There are several ringers in the book. "After the Victory Declaration" poignantly deals with the absurdity and inhumanity of war. “The Heroin Garden” is a meditation on drug addiction and, by extension, all kinds of addiction. Other poems from the collection include: A Photograph from Northern Iraq and The Separate Sleep. My favorite poem in the book at current reading, though, is

A Japanese Tea Garden, Golden Gate Park

An Eden of juxtapositions
a litte dark-haired girl feeding pigeons
on the lawn, mimicking a parent’s
too-predictably generous hand,
is given a hasty peck and drops
her peaceful bounty, creating a mob.
A dwarf bonsai by a waterfall
is a parable of serenity; a plaque
offers her a more grave consolation:
"In 1942 the Hagiwari
family was relocated to a different part
of the country." One cannot live
in a garden unmindful of wars,
which are bound to happen.
Golden carp polish themselves in a pond,
like tarnished suns in a captive sky;
crayfish stick together in a muddy corner,
wondering why they were ever set free.
Tea is served in prophetic cups;
fortune cookies gobbled between sips.
These fragments prove the beauty
of a long-suffering imperative:
cultivate your life for strangers
to see themselves in, whoever they are.
When you’re gone a reflection remains,
clean but haunted, a clue to the nature
of paradise: an ancient banishment reinvented.
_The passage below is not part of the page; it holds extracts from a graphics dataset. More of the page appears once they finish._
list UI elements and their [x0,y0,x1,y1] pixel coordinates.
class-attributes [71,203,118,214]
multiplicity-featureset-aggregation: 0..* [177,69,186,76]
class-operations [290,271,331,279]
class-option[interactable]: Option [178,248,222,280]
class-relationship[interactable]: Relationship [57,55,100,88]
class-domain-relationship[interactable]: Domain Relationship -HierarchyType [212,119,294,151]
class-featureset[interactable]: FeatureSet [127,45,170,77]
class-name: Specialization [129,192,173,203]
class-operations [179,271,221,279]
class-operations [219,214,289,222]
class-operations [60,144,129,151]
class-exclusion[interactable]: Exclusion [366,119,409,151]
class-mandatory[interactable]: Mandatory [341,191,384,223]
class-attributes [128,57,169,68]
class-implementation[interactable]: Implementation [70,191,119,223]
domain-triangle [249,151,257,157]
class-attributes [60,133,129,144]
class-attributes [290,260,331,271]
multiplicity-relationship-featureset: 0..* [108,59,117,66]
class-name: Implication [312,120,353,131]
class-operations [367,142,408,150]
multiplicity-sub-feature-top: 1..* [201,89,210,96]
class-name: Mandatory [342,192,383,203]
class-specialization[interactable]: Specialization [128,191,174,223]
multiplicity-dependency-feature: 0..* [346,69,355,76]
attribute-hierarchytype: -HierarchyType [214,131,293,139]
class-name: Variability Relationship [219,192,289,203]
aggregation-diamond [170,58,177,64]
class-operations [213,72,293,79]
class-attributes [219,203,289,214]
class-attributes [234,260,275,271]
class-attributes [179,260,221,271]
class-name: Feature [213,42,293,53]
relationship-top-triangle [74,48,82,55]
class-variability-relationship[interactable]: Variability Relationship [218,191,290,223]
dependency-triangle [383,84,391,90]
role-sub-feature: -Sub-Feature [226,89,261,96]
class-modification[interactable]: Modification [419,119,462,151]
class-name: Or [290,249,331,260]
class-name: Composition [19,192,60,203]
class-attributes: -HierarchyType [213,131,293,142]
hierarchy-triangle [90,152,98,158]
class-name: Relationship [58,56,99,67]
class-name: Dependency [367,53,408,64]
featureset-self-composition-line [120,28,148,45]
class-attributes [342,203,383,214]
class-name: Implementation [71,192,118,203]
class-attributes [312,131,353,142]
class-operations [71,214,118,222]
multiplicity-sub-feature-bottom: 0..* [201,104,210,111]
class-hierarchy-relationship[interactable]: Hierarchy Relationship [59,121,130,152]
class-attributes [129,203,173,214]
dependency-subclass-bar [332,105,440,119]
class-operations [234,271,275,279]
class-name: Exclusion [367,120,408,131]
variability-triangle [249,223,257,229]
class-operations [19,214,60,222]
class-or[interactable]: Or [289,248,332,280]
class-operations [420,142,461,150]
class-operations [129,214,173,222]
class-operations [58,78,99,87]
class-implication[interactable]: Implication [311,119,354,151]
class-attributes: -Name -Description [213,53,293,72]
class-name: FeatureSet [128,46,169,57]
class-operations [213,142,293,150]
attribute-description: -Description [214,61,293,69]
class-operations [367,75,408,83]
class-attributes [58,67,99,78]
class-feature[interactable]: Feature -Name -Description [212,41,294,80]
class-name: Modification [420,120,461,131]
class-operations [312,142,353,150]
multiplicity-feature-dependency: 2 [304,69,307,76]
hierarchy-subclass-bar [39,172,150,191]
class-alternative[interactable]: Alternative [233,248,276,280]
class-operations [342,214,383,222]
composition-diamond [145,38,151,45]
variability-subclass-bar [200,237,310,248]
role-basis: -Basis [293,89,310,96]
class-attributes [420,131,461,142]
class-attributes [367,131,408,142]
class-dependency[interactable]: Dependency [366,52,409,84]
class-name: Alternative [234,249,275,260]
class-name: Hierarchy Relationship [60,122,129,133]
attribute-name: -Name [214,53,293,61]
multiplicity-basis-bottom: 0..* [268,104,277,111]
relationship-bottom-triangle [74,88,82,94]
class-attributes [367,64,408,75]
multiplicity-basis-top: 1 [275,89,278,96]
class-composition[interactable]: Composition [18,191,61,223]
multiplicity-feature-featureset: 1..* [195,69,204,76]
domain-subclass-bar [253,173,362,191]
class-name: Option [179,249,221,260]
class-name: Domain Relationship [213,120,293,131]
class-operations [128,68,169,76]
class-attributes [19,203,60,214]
"Golden carp polish themselves in a pond,/like tarnished suns in a captive sky" alone is worth the price of admission, and the last line is indicative of the kind of loss that determines Buchanan’s world view—even among the small pleasantries of the observable world, one has a feeling that one has been banished into paradise, that some other world holds even more promise.

Buchanan is not a school of quietude poet, a poet who makes the mind disappear because it is some embarrassing toilet paper sticking to the bottom of the shoe. Yet his mind’s adventures do not take him down the path of numerous younger poets who want to explore the noise and confusion of the mind as the new and proper agenda for the mind swamped in a heavily mediated culture. While no one can deny that the mind today is too frequently overwhelmed and therefore seen as a kind of sickly child that constantly throws up on itself, this is not an excuse to openly indulge in this version of the mind to the exclusion of all other versions. And this way of writing, championing discontinuity, is hardly new. I thought I saw all this discontinuity many years prior as the harbinger of the new, and with Zukovsky and others before that. The tricks of discontinuity have grown old and tiresome, even annoying when they insist themselves so adamantly. Buchanan’s work may just be proof that intelligence need not always go beyond the brink and embrace chaos.